“The Robin World Series” (poem) (mine).

The Robin World Series

 

What if this evening on the porch

I witnessed the Robin World Series

in which all Robins in the world

surrounding my home split into two teams

with mascots named after berries and seeds

and played each other in order to win

not only the bushiest and best-hidden nest

but also a cup crafted from the cap

of an acorn brimming with nectar

collected by hummingbirds?

And what if in the ninth inning

the Robins boycotted the whole event

because it had gotten too long and too late

and their children were starving at home?

 

Love & friends & verklempt (something in prose).

I don’t think I’m a poet of the atrocities, or even of the victories. I think I’m a poet of the people I love. I’m trying to make sense of how much there is to love in the world. I’m trying to put into words the moment when someone reaches out to touch someone else’s face, but then doesn’t, and then that person never knows that that other person wanted to touch them. And so that touch will never be in the history books. But I might just get it into a poem.

 

Do you have any famous friends? Friends who people know because of something they did or wrote? I have a couple of great friends in a band and it makes me insanely proud and insanely baffled to know them and to see them progressing in the music world and to know that they are an entity outside of the dudes that I got to know in college. And to think that I knew them in a dorm hallway, with their morning hair and their late night gaits. How I’d leave the coed bathroom when I’d see one of them with their sneakers facing outward in a stall (pooping!). 

 

I have a lot of friends who really impress me. Not just because of their jobs, but sometimes because of their jobs. I have some friends who were born knowing how to be great friends. A lot of my friends aren’t the same as each other. A couple of my friends are attempting similar back-to-the-land plans as I am, but most of them aren’t. I’m here as a human and as a girl and as a poet and as a farmer-in-training to say: my friends, I love the shit out of you. I know you know it already, maybe because I told you recently in an email or textual exclamation or maybe I sent you something recently or maybe you read a poem here that reminded you of it. Either way, I might as well say it often, because life is short and fast (especially in summer).

 

So here’s a music video that really impresses me featuring some dudes I know. For some reason this video is making me want to hug people (BAD), probably because I’ve been drinking wine and I live with a man I adore and because it’s summer and there’s quite nearly enough sunlight to provide for all the words I want to write and say each day. Amen.

 

Excitement! And a poem (Weston Cutter).

Got my first poetry acceptance today in a Long Time and been jumping around the kitchen and yelling “Finally! Finally!!!!” a lot this morning. Feeling good. Two poems of mine will be forthcoming from Muzzle in mid-March for their Sex-Themed Issue. Alright! In the meantime, here’s a poem by Weston Cutter, a poet I really admire. He incorporates a vocabulary of the natural world that is very different from mine–it’s as if he uses the masculine nature words and I the feminine. I tend to like all poems of his that I read, and here’s one from a previous issue of Muzzle.

 

***

How to be ready for everything

is
to pick up yesterday + crack
its thick honey. How
to be ready is not pockets
but matches, the act
is never carry but burn or if not burn at least warm, the rote mem-
orization that is flame. How to be ready
for everything is to know
leaves turn, offer
their silver undersides when rain’s
coming, is to know you have to use
heat and hard soap to scrub all trace
of gathered apples
from your hands if you don’t want
the dog jumping lickwild. How
to be ready for everything is to know
you’ve got one name though
nobody knows what it is,
even you, and so there’s treebranch
and rocksalt, there’s shaved ice
and trampled grass, there’s a season
whose secrets haven’t been disclosed
but look at the sky, look what’s on its way.

—WESTON CUTTER

***
Click here to see the poem formatted correctly & hear a recording of Weston Cutter reading it.

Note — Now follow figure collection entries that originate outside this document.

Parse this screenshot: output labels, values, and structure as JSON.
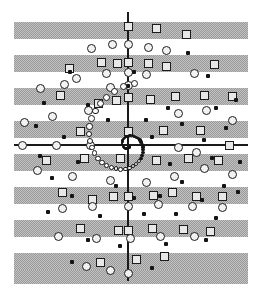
{
  "figure": {
    "width": 262,
    "height": 290,
    "background_color": "#ffffff"
  },
  "colors": {
    "stripe": "#a6a6a6",
    "axis": "#1a1a1a",
    "marker_outline": "#1c1c1c",
    "square_fill": "#e8e8e8",
    "circle_fill": "#f2f2f2",
    "dot_fill": "#141414"
  },
  "axes": {
    "vertical": {
      "x": 128,
      "y_start": 12,
      "y_end": 281,
      "thickness": 2
    },
    "horizontal": {
      "y": 145,
      "x_start": 14,
      "x_end": 248,
      "thickness": 2
    },
    "origin": {
      "x": 128,
      "y": 145
    }
  },
  "stripes": {
    "count": 9,
    "x": 14,
    "width": 234,
    "height": 17,
    "tops": [
      22,
      55,
      88,
      121,
      154,
      187,
      220,
      253,
      270
    ]
  },
  "legend": {
    "marker_types": [
      {
        "name": "square-marker",
        "shape": "square",
        "size": 9
      },
      {
        "name": "circle-marker",
        "shape": "ring",
        "size": 9
      },
      {
        "name": "dot-marker",
        "shape": "dot",
        "size": 4
      }
    ]
  },
  "chart_data": {
    "type": "scatter",
    "xlabel": "",
    "ylabel": "",
    "xlim": [
      14,
      248
    ],
    "ylim": [
      12,
      281
    ],
    "grid": false,
    "legend_position": "none",
    "series": [
      {
        "name": "square-marker",
        "marker": "square",
        "size": 9,
        "points": [
          [
            128,
            26
          ],
          [
            156,
            28
          ],
          [
            186,
            34
          ],
          [
            117,
            63
          ],
          [
            101,
            62
          ],
          [
            128,
            62
          ],
          [
            148,
            63
          ],
          [
            166,
            66
          ],
          [
            214,
            64
          ],
          [
            69,
            68
          ],
          [
            60,
            95
          ],
          [
            128,
            97
          ],
          [
            98,
            103
          ],
          [
            116,
            100
          ],
          [
            150,
            99
          ],
          [
            175,
            96
          ],
          [
            204,
            95
          ],
          [
            232,
            96
          ],
          [
            80,
            131
          ],
          [
            128,
            131
          ],
          [
            163,
            130
          ],
          [
            200,
            130
          ],
          [
            229,
            145
          ],
          [
            46,
            160
          ],
          [
            84,
            158
          ],
          [
            120,
            158
          ],
          [
            156,
            160
          ],
          [
            188,
            158
          ],
          [
            218,
            160
          ],
          [
            113,
            196
          ],
          [
            128,
            196
          ],
          [
            153,
            195
          ],
          [
            172,
            192
          ],
          [
            196,
            196
          ],
          [
            62,
            192
          ],
          [
            92,
            199
          ],
          [
            222,
            196
          ],
          [
            80,
            228
          ],
          [
            118,
            230
          ],
          [
            128,
            230
          ],
          [
            152,
            228
          ],
          [
            183,
            229
          ],
          [
            210,
            231
          ],
          [
            100,
            262
          ],
          [
            136,
            259
          ],
          [
            164,
            256
          ]
        ]
      },
      {
        "name": "circle-marker",
        "marker": "ring",
        "size": 9,
        "points": [
          [
            91,
            48
          ],
          [
            112,
            44
          ],
          [
            128,
            44
          ],
          [
            148,
            47
          ],
          [
            166,
            50
          ],
          [
            76,
            78
          ],
          [
            106,
            73
          ],
          [
            128,
            72
          ],
          [
            146,
            74
          ],
          [
            194,
            73
          ],
          [
            40,
            88
          ],
          [
            64,
            84
          ],
          [
            128,
            85
          ],
          [
            110,
            87
          ],
          [
            24,
            122
          ],
          [
            52,
            116
          ],
          [
            88,
            110
          ],
          [
            178,
            113
          ],
          [
            206,
            110
          ],
          [
            232,
            120
          ],
          [
            22,
            145
          ],
          [
            56,
            145
          ],
          [
            90,
            145
          ],
          [
            178,
            147
          ],
          [
            196,
            152
          ],
          [
            37,
            170
          ],
          [
            72,
            176
          ],
          [
            110,
            180
          ],
          [
            146,
            182
          ],
          [
            174,
            176
          ],
          [
            204,
            168
          ],
          [
            232,
            174
          ],
          [
            62,
            208
          ],
          [
            92,
            206
          ],
          [
            128,
            206
          ],
          [
            158,
            204
          ],
          [
            192,
            206
          ],
          [
            222,
            207
          ],
          [
            58,
            236
          ],
          [
            96,
            238
          ],
          [
            130,
            238
          ],
          [
            160,
            236
          ],
          [
            194,
            236
          ],
          [
            86,
            266
          ],
          [
            110,
            270
          ],
          [
            128,
            273
          ]
        ]
      },
      {
        "name": "dot-marker",
        "marker": "dot",
        "size": 4,
        "points": [
          [
            188,
            53
          ],
          [
            70,
            72
          ],
          [
            134,
            72
          ],
          [
            208,
            76
          ],
          [
            128,
            86
          ],
          [
            44,
            103
          ],
          [
            88,
            105
          ],
          [
            168,
            108
          ],
          [
            216,
            108
          ],
          [
            236,
            100
          ],
          [
            36,
            126
          ],
          [
            108,
            120
          ],
          [
            146,
            120
          ],
          [
            182,
            124
          ],
          [
            226,
            128
          ],
          [
            64,
            137
          ],
          [
            152,
            137
          ],
          [
            204,
            140
          ],
          [
            40,
            156
          ],
          [
            78,
            162
          ],
          [
            170,
            164
          ],
          [
            212,
            158
          ],
          [
            240,
            162
          ],
          [
            52,
            178
          ],
          [
            116,
            186
          ],
          [
            182,
            182
          ],
          [
            224,
            186
          ],
          [
            72,
            196
          ],
          [
            134,
            198
          ],
          [
            160,
            196
          ],
          [
            202,
            200
          ],
          [
            238,
            192
          ],
          [
            48,
            212
          ],
          [
            100,
            216
          ],
          [
            144,
            214
          ],
          [
            176,
            214
          ],
          [
            216,
            218
          ],
          [
            88,
            240
          ],
          [
            120,
            246
          ],
          [
            166,
            244
          ],
          [
            206,
            240
          ],
          [
            72,
            262
          ],
          [
            152,
            268
          ]
        ]
      }
    ],
    "spiral": {
      "name": "logarithmic-spiral",
      "description": "Tight logarithmic spiral of small circular markers winding out from the origin",
      "center": [
        128,
        145
      ],
      "turns": 2.6,
      "a": 2.2,
      "b": 0.3,
      "theta_start": 0.5,
      "theta_end": 17.0,
      "point_count": 96,
      "marker_min_size": 2,
      "marker_max_size": 7
    }
  }
}
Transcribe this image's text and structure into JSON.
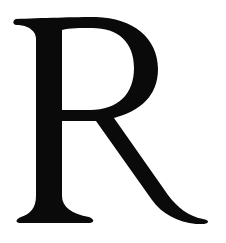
{
  "glyph": {
    "character": "R",
    "style": "serif capital letter",
    "color": "#0a0a0a",
    "background": "#ffffff"
  }
}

Calling All Typesetters in the Universe! Hear ye, hear ye!

This is a call, a calling-out, an offer, a request, a hopeful question posed to the wind (to the internet):

* Do you know how to use a letterpress with agility?

* Do you live in the Northeast?

* Are you interested in the woods? Do you like cabins?

* Are you willing to work for free?

The last question is the ugliest, this I know. This is really a call for a friend with letterpress skills. Are you interested in being my friend? I have a frequently-updated blog and a really cool boyfriend! I have a lot of eggs to give away! I enjoy dancing even outside of dancehalls! I am short but can jump high! I don’t care if you have a weird haircut, in fact I like it! Do you want to embark on a literary project together?

Here’s the deal: I had a letterpress dude, Sean, who was going to be Head Typesetter but now he has to move back to Arizona. Sean’s a poet, we took a book arts class together in grad school, he excelled at it (big time), whereas I just hammered along, finishing with some pretty but unskilled books. I don’t have the real letterpress abilities that would allow me make books I’m proud to sell. That’s where YOU come in.

This is a project in its early stages. The state of Vermont has given me their seal of approval: the company is Press House Press. The vision for the press goes something like this:

Envision a small cabin where, in previous times, a family may have pressed their apple cider during autumn. Envision inside it: good lighting, a cider press, a letterpress. Perhaps a chair or two, or a small bed. No big equipment. Just enough to make some cider to quench our thirst (and the thirst of visitors) and a small letterpress to make pamphlets, chapbooks, cards, mini-broadsides.

Please note: the press house does not yet exist. The letterpress has not yet been purchased. This is a project on the road to actuality. If you help me build it, it will come.

If this wild, insanely human, deliciously rural and thoroughly unpaid position interests you, we should meet up at AWP and talk. If you’re not going to AWP, we can meet up on the internet. Either way, you should email me. I can tell you a little more about myself and a lot more about how this press is going to happen. Maybe you’re just the person to collaborate with me. Maybe we’re going to make some gorgeous and inspired little papergoods together. Goodness, I hope so.